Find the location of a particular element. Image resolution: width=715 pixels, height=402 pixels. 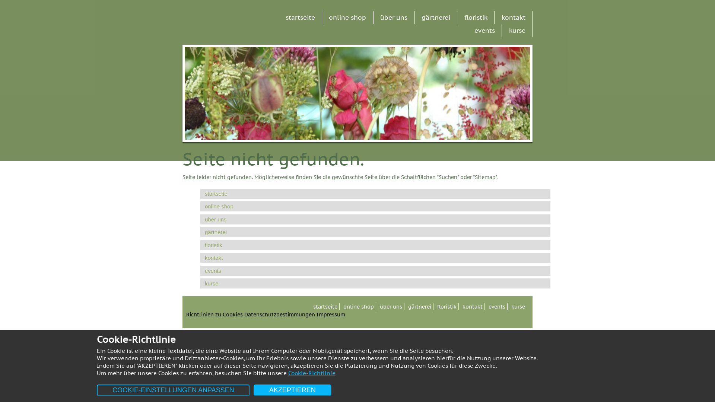

Impressum is located at coordinates (331, 315).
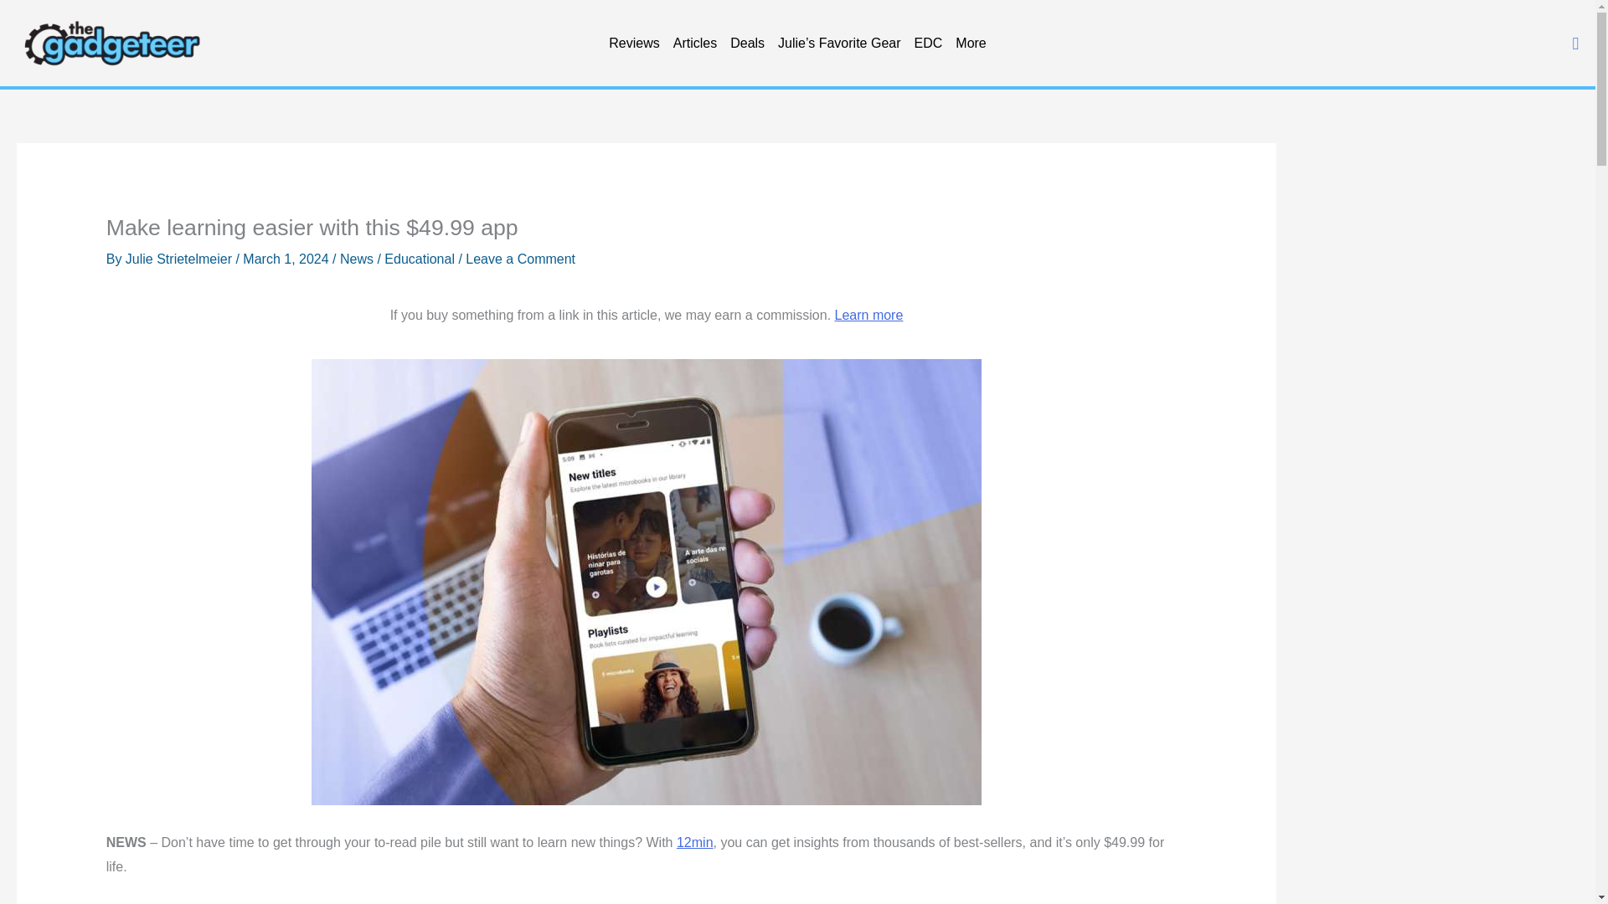 This screenshot has height=904, width=1608. I want to click on Deals, so click(747, 44).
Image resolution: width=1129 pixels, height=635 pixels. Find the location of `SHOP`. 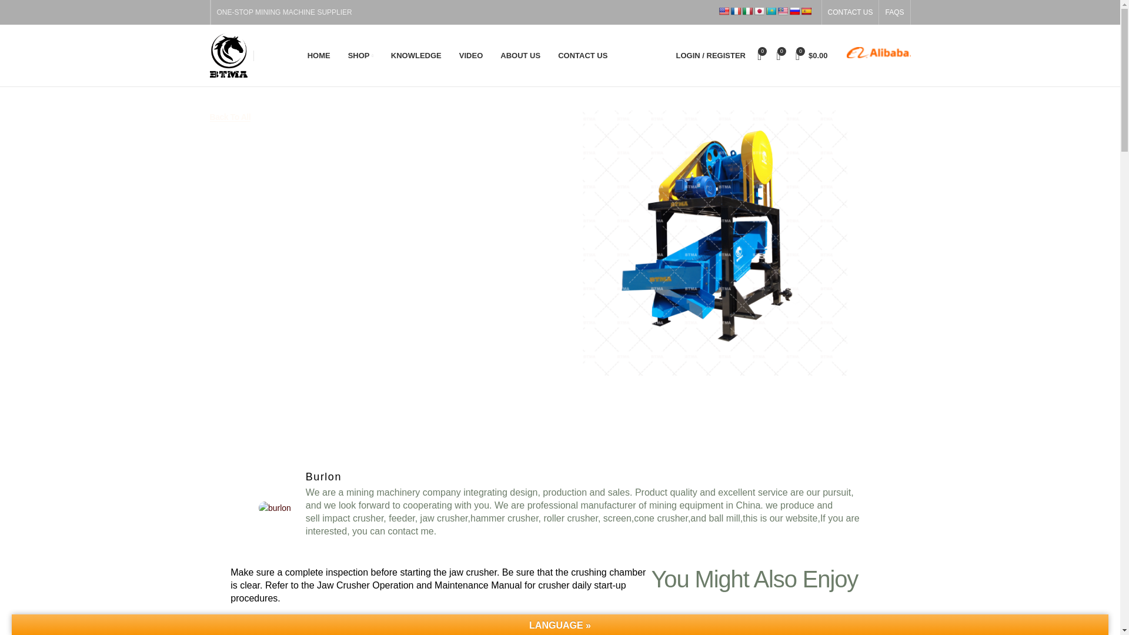

SHOP is located at coordinates (361, 55).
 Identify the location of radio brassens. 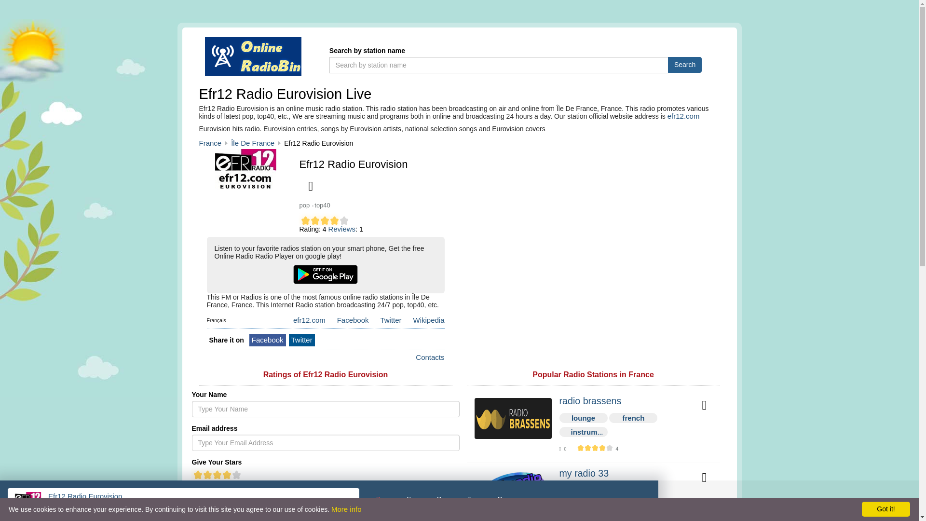
(624, 401).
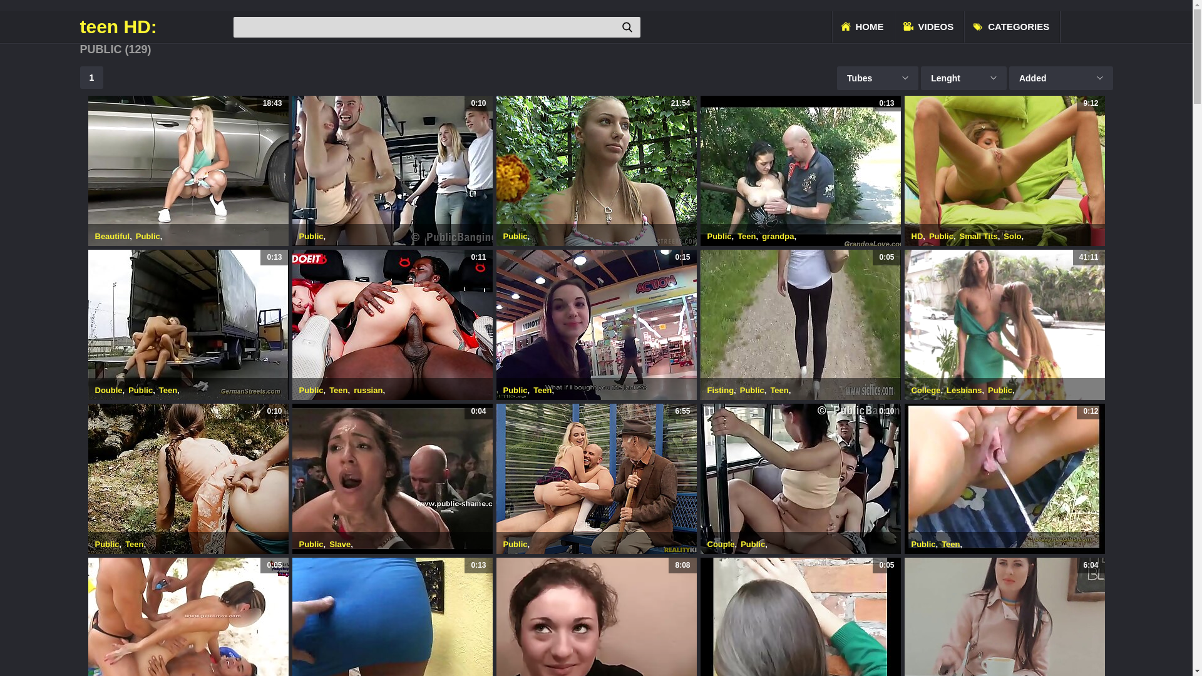 Image resolution: width=1202 pixels, height=676 pixels. Describe the element at coordinates (1001, 391) in the screenshot. I see `Public` at that location.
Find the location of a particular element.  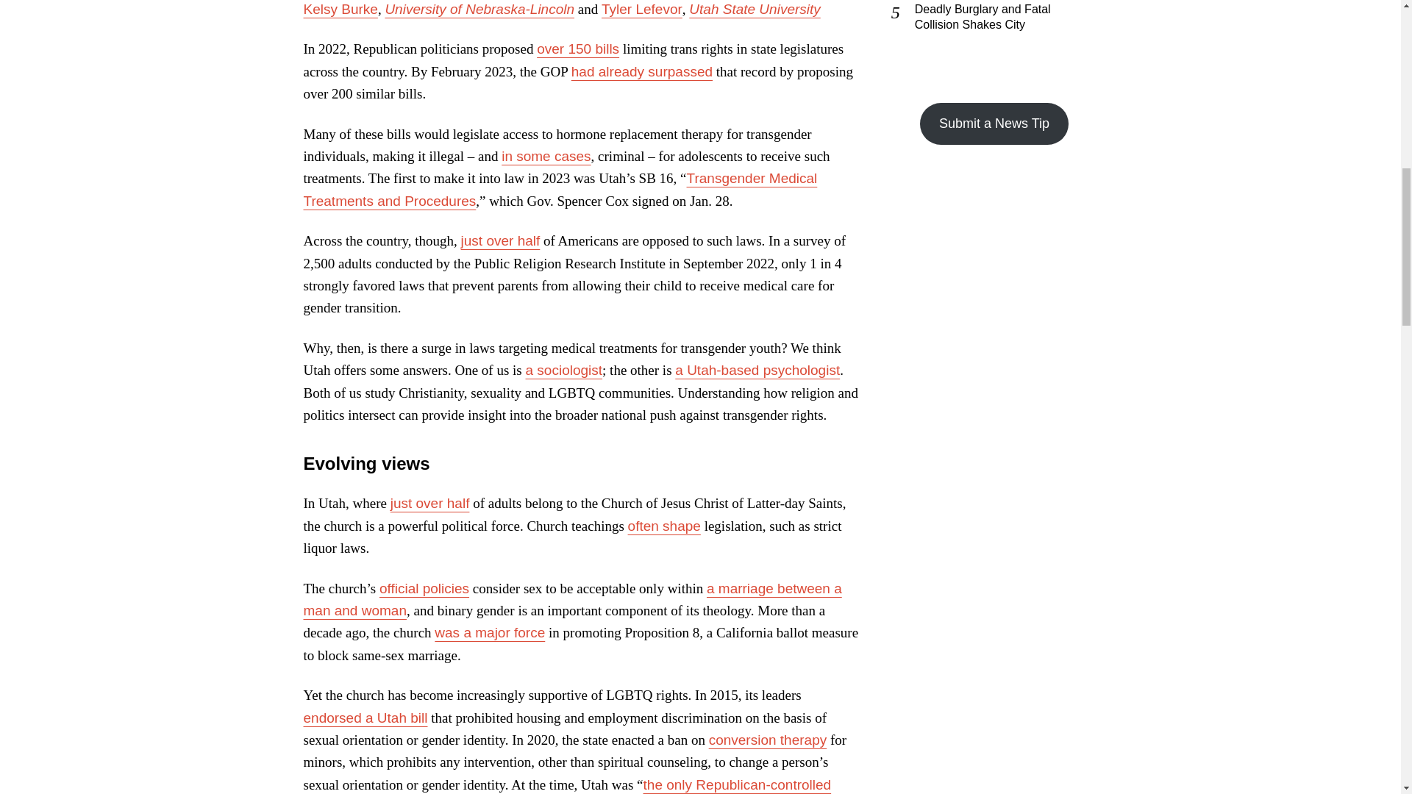

in some cases is located at coordinates (546, 156).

WORK TO COMPLETE — The listing above should be repeated word for word, with every image left out.

TASK RESPONSE —
Find the location of a particular element. Image resolution: width=715 pixels, height=402 pixels. 

Impressum is located at coordinates (331, 315).
 This screenshot has height=904, width=1608. I want to click on Deals, so click(747, 44).
Image resolution: width=1129 pixels, height=635 pixels. Find the location of `SHOP`. 

SHOP is located at coordinates (361, 55).
 Identify the location of radio brassens. 
(624, 401).
 Image resolution: width=1202 pixels, height=676 pixels. Describe the element at coordinates (1001, 391) in the screenshot. I see `Public` at that location.
Find the location of a particular element.  

in some cases is located at coordinates (546, 156).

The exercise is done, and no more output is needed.